This is the third Our History article to mark Launceston Library's 50th anniversary.
Subscribe now for unlimited access.
$0/
(min cost $0)
or signup to continue reading
The change from the Launceston Public Library into a regional library meant more than moving into a modern building. By the end of the Phil Leonard years the NRL serviced the widest area in the state: south to Ross and along the Fingal Valley; north-east across to St Helens; west to Deloraine; north on both sides of the Tamar and to Flinders Island. Bookmobiles trundled to isolated townships as far as Liffey and Waterhouse on a three-week schedule.
Changes in staffing also had a great impact: university courses and a locally provided Library Technicians course meant that the pathway into librarianship was professionalised.
At the same time the luxury of home-based cataloguers, book repairers and artists for displays came to an end, and under the Cresap Education Department review of 1990-91, staffing was reduced considerably.
Senior Librarians / Managers had their individual impact. Margaret Roberts, for instance, focussed on developing the Lending area, and encouraged the formation of a 'Friends of the Library' to generate community support.
Peter Richardson initiated a local history publication program with his On the Tide series in The Examiner and three volumes of community-written stories. The Launceston Family Album project, based on the 1137 portraits of people attending the Tasmanian International Exhibition of 1891-92 for which the Albert Hall was built, invited descendants to contribute their information; the website still receives over 600 hits a month from new enquirers.
The Children's Area became a strength of the new Library in 1971 and occupied the whole first floor; it has remained significant with now a colourful section of the ground floor.
But the greatest transformation state-wide has been in how libraries work. We no longer depend on bookmobiles taking volumes into remote districts; progressively we have come to access information and services from home.
Computer terminals replaced card indexes and borrowing slips. Successive upgrades have given us online services, self-checkouts and remote placing of holds and renewals. 'My Account' at Libraries Tasmania has become much like banking or shopping.
Resources have expanded. Books, newspapers and periodicals are still there, though fewer are on show, while CDs and DVDs, eBooks, zines and audiobooks, have found their place among them.
Most significantly, Tasmanian libraries house Online Access Centres; Launceston Library now has a dozen terminals as well as the now common Wi-Fi access for those bringing in their own devices.
Compared with the extraordinary stability of staffing and facilities in Launceston's provision of library services for the first 150 years, change is expected. Some will be short-lived, like the branding that led to renaming it as a LINC, much to the bewilderment of visitors from interstate and overseas.
What remains the same is its social and cultural role in accessing resources we all need. As Garry Conroy-Cooper, the current manager, has characterised it: a safe and trusted place.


Action item: When you have gone through the records below, state only how many lines include the word "bottom".

(Dataset listings of figures)
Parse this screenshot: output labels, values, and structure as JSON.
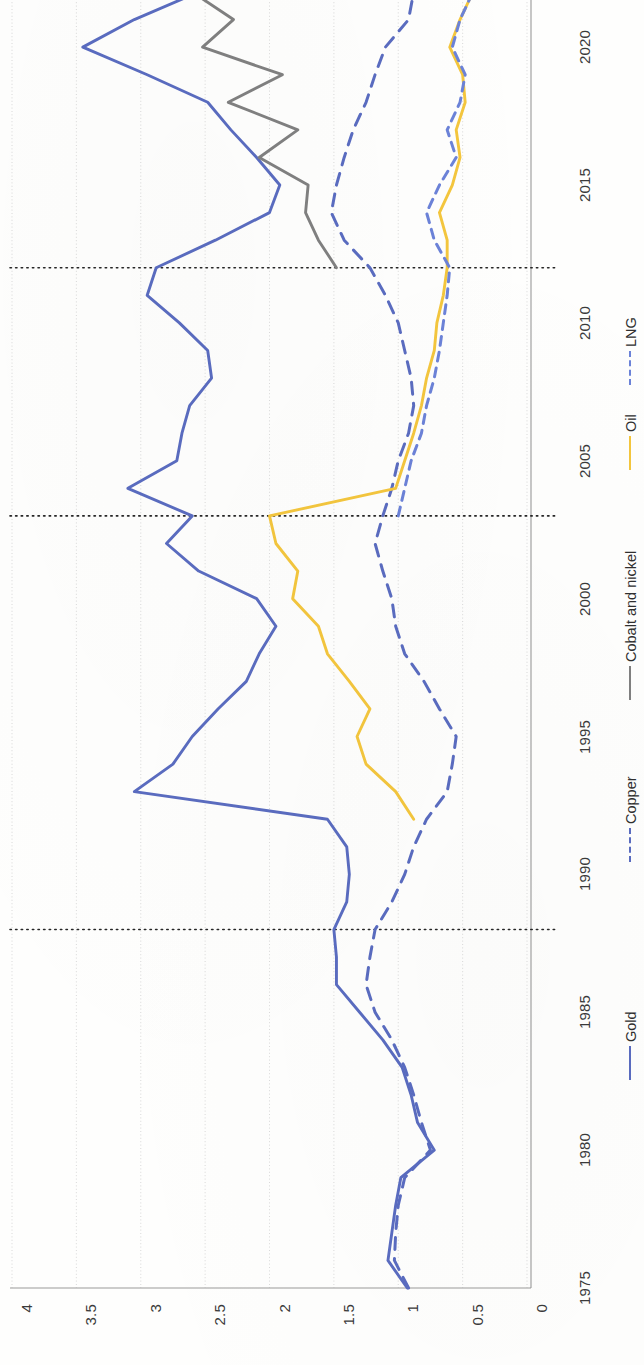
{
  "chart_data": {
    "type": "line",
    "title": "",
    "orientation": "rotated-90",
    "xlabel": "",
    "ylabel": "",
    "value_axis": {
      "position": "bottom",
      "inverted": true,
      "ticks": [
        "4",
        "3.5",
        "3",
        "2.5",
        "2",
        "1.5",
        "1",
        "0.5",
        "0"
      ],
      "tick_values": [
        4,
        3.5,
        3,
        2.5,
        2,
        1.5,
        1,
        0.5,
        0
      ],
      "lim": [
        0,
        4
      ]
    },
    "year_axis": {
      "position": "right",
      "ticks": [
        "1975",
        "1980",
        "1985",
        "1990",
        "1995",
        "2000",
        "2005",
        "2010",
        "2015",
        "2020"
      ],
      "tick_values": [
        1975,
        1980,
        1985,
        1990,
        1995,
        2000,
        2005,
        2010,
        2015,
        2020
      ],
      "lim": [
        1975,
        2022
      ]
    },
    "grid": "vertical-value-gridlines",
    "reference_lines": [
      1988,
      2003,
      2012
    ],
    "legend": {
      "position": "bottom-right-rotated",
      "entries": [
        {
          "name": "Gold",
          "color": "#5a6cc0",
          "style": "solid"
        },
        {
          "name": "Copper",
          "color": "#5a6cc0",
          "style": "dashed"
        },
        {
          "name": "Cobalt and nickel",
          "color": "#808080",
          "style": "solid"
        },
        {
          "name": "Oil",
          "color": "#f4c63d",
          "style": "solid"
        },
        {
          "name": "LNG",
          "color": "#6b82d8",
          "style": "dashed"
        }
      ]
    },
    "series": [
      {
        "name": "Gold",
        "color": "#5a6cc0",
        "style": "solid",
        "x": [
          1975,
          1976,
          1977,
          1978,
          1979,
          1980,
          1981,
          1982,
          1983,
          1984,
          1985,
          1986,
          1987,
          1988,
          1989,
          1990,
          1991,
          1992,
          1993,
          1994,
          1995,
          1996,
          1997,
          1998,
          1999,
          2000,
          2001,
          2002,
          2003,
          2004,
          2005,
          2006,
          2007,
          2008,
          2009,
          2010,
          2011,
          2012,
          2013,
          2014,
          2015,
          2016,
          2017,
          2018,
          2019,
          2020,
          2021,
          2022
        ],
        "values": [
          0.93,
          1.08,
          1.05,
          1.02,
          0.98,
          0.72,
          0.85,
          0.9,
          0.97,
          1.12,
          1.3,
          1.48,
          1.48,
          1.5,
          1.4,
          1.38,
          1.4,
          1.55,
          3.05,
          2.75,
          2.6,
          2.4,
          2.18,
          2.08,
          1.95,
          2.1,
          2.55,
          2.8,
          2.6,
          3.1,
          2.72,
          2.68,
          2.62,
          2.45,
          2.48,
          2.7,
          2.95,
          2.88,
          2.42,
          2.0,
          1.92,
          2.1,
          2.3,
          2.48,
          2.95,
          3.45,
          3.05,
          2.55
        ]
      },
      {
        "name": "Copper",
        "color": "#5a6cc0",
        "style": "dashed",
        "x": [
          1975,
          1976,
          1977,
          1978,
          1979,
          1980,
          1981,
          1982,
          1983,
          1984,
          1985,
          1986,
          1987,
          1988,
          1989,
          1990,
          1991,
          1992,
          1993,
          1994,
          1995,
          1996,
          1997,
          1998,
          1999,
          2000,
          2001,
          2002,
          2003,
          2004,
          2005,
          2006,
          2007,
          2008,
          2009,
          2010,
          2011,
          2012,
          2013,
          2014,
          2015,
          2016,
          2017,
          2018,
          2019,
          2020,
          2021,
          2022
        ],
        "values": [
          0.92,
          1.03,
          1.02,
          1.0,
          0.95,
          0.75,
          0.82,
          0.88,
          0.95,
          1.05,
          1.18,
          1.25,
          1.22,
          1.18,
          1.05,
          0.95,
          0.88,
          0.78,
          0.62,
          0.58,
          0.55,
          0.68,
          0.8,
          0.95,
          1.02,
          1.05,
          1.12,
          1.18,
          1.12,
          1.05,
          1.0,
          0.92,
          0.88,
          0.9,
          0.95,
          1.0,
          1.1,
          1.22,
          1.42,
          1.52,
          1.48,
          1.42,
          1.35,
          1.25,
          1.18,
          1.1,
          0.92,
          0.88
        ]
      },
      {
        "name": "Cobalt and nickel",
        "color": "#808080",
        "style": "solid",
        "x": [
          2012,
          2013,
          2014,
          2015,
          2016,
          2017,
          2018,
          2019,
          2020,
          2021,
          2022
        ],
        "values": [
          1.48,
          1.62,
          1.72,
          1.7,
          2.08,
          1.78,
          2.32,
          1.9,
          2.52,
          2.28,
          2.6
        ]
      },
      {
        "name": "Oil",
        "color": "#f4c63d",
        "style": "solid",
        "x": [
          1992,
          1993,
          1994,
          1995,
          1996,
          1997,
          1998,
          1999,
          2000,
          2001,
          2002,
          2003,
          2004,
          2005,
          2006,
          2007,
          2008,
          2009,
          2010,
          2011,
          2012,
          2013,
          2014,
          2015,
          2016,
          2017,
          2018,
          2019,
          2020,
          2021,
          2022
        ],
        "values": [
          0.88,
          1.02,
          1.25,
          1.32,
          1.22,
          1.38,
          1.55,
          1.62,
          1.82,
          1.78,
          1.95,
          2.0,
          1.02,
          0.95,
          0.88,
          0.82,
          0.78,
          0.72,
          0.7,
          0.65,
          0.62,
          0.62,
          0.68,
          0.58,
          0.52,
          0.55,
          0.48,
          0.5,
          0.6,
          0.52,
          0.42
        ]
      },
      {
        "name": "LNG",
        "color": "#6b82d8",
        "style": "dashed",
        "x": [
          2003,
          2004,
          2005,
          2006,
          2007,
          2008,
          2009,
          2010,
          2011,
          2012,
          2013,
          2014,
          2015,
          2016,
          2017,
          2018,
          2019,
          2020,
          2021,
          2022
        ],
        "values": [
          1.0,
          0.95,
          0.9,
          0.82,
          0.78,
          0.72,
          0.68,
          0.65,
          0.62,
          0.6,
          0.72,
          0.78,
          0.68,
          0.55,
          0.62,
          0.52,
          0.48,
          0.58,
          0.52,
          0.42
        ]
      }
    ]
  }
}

==

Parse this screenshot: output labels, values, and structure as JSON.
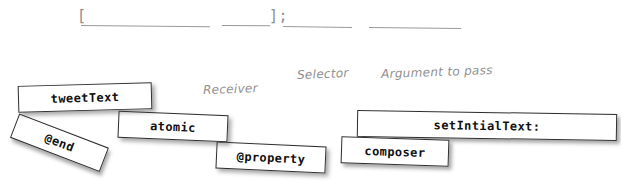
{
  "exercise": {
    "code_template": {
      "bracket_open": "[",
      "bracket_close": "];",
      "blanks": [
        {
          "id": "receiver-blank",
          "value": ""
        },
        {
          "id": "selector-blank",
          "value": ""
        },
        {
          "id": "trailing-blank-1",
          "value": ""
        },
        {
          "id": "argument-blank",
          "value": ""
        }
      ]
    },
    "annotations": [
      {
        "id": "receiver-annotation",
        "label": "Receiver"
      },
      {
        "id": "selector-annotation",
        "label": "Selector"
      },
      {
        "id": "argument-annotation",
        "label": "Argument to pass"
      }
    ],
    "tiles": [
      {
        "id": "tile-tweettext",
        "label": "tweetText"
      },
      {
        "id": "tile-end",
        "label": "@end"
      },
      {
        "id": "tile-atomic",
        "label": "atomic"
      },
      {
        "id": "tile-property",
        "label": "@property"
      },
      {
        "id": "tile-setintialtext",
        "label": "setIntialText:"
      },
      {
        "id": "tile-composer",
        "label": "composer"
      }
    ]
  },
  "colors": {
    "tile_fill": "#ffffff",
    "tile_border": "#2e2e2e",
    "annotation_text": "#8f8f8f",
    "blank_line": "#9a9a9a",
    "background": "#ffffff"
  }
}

* * *

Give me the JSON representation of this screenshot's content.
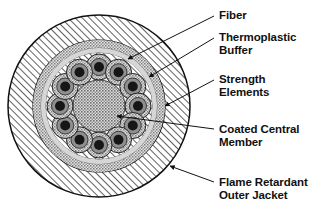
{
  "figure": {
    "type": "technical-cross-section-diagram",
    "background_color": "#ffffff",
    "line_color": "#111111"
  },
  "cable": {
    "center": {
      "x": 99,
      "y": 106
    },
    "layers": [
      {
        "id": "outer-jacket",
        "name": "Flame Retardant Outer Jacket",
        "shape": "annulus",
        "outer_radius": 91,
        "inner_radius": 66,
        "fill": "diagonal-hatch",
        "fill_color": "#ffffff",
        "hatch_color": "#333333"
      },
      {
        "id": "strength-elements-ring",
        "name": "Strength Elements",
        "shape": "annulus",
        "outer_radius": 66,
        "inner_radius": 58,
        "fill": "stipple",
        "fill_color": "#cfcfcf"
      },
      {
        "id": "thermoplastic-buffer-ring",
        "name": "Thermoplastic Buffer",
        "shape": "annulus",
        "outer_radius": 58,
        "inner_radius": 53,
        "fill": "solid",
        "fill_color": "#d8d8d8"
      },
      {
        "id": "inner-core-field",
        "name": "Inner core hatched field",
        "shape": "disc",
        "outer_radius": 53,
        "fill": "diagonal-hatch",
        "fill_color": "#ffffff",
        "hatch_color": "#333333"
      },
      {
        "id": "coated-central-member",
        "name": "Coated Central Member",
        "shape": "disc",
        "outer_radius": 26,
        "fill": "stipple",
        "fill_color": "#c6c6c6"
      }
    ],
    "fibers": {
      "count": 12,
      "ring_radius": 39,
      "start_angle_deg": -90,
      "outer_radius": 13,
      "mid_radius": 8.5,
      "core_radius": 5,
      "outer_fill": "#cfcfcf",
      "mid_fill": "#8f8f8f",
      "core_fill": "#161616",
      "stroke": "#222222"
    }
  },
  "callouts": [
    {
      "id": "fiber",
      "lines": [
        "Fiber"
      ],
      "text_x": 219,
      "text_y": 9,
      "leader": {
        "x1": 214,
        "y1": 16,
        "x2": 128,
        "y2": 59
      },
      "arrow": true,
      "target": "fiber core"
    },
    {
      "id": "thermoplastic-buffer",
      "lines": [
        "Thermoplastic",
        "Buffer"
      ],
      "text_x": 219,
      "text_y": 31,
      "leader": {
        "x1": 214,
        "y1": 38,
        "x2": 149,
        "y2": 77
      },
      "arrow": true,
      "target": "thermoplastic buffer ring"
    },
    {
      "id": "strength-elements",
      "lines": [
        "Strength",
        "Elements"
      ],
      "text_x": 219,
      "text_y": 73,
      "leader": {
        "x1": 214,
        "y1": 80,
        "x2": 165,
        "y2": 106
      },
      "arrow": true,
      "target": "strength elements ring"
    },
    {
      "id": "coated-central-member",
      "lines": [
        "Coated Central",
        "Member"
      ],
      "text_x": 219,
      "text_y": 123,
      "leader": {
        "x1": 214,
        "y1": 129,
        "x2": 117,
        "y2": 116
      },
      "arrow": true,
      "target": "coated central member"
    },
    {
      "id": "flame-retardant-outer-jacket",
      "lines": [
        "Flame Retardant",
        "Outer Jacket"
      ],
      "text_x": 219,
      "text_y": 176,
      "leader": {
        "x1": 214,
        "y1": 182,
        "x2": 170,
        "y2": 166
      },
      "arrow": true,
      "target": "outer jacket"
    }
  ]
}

Output for this task: 2